I break that course into 3 parts - beginning (to the second traffic circle), middle (the lollipop section, back to the circle) and end (circle back home). It breaks pretty nicely almost into even thirds (by distance), with the beginning being somewhat hard, the middle being hard, and the end being somewhat easy. I don't often go out to Columbia, so when I do, I try to ride an honest effort (if I am just doing the course). In the first section, we got to the circle in 25:35. Three times over, that would be a 1:16ish ride. The middle was particularly tough on this day, because of the wind. That section took 29:18 so we were just under 55 minutes back at the circle. The way home was quite fast, at just over 21 minutes, and we finished up at just over 1:16. That's a pretty decent ride out there, particularly for Alyssa, who rode around 1:19 last time she raced there.
For me, though, I always get somewhat disheartened when I realize how much time I have to pull to ride what I need to ride. 12-16 minutes, where can I even find that time? I didn't feel like I was going all out, but I also just don't understand how I've ridden as fast as I have there. A time trial bike will certainly help a little, and full-on race effort. I guess that could be 10 minutes. So right now I'd give myself a 1:06. I need at least 2 minutes in the next 6 weeks. Considering how badly I'm going to get smoked in the water and on the run, I really need to make sure there's at least one shining moment come race day. Nevertheless, a ride like that goes a long way. From there it was Orioles time, where the O's won their Opening Day matchup against the Tigers to start the season 4-0 for the first time in a decade and a half.

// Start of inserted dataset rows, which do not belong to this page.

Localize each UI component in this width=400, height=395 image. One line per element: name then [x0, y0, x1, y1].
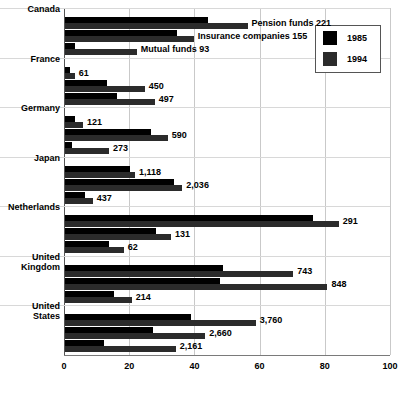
x-axis-line: [64, 355, 390, 356]
bar-1994: [65, 247, 124, 253]
bar-value-label: 497: [159, 95, 174, 104]
bar-1994: [65, 172, 135, 178]
bar-1994: [65, 49, 137, 55]
bar-value-label: 2,161: [180, 342, 203, 351]
x-axis-tick-60: 60: [255, 361, 265, 371]
gridline-x-100: [390, 8, 391, 355]
bar-1994: [65, 198, 93, 204]
bar-1994: [65, 221, 339, 227]
x-axis-tick-0: 0: [61, 361, 66, 371]
bar-value-label: 743: [297, 267, 312, 276]
bar-value-label: 291: [343, 217, 358, 226]
group-label-japan: Japan: [0, 153, 60, 163]
bar-1994: [65, 73, 75, 79]
bar-value-label: 131: [175, 230, 190, 239]
bar-value-label: 1,118: [139, 168, 161, 177]
bar-1994: [65, 297, 132, 303]
bar-1994: [65, 148, 109, 154]
bar-1994: [65, 86, 145, 92]
x-axis-tick-80: 80: [320, 361, 330, 371]
bar-1994: [65, 271, 293, 277]
bar-1994: [65, 333, 205, 339]
x-axis-tick-20: 20: [124, 361, 134, 371]
legend-label-1985: 1985: [347, 33, 367, 43]
group-label-netherlands: Netherlands: [0, 202, 60, 212]
x-axis-tick-100: 100: [382, 361, 397, 371]
gridline-x-60: [260, 8, 261, 355]
group-label-canada: Canada: [0, 4, 60, 14]
group-label-germany: Germany: [0, 103, 60, 113]
bar-value-label: 62: [128, 243, 138, 252]
bar-value-label: 214: [136, 293, 151, 302]
bar-value-label: 437: [97, 194, 112, 203]
group-label-united-kingdom: UnitedKingdom: [0, 252, 60, 272]
bar-value-label: 3,760: [260, 316, 283, 325]
bar-value-label: 450: [149, 82, 164, 91]
bar-value-label: 273: [113, 144, 128, 153]
bar-value-label: Pension funds 221: [252, 19, 332, 28]
bar-value-label: Insurance companies 155: [198, 32, 308, 41]
bar-1994: [65, 320, 256, 326]
bar-1994: [65, 99, 155, 105]
bar-value-label: 121: [87, 118, 102, 127]
bar-value-label: 61: [79, 69, 89, 78]
bar-1994: [65, 122, 83, 128]
group-label-france: France: [0, 54, 60, 64]
legend-swatch-1985: [323, 31, 337, 45]
legend-swatch-1994: [323, 52, 337, 66]
bar-value-label: 590: [172, 131, 187, 140]
bar-1994: [65, 135, 168, 141]
bar-value-label: 848: [331, 280, 346, 289]
bar-1994: [65, 23, 248, 29]
chart-legend: 1985 1994: [315, 25, 381, 73]
legend-label-1994: 1994: [347, 54, 367, 64]
bar-chart: 1985 1994 020406080100CanadaPension fund…: [0, 0, 400, 395]
bar-1994: [65, 284, 327, 290]
bar-value-label: 2,660: [209, 329, 232, 338]
bar-value-label: 2,036: [186, 181, 209, 190]
bar-1994: [65, 346, 176, 352]
bar-1994: [65, 185, 182, 191]
bar-1994: [65, 234, 171, 240]
group-label-united-states: UnitedStates: [0, 301, 60, 321]
bar-1994: [65, 36, 194, 42]
bar-value-label: Mutual funds 93: [141, 45, 210, 54]
x-axis-tick-40: 40: [189, 361, 199, 371]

I have been feeling pretty crappy for a while now, some days like I'm completely broken. Too bad I'm not better on a bike, maybe I'd just stop running and swimming.
Here are some of bike riding tips mentioned in today's post:
1) Besides being uncomfortable, and my hatred of being cold, the real reason I don't ride outside in the rain is safety. When faced with choices now I try to think safety first. Rain may be okay for us on our bikes, but with the talking/texting/asians/women/old people, etc, going on in cars, I don't trust them. I'd rather take the day off or ride inside.
2) A Coke and a Snickers can bring you back from the brink.
3) If you plan on riding your TT bike, plan on that day being windy. It's Murphy's Law, just the way it works.
2 comments:
96 miles in 38 deg rain sounds like complete hell. Endure Fatigue.
It was a rough day, the first real bike failure in a few years. My legs were completely shredded. Looking forward to the shorter ride this Saturday - even if it is a hard course!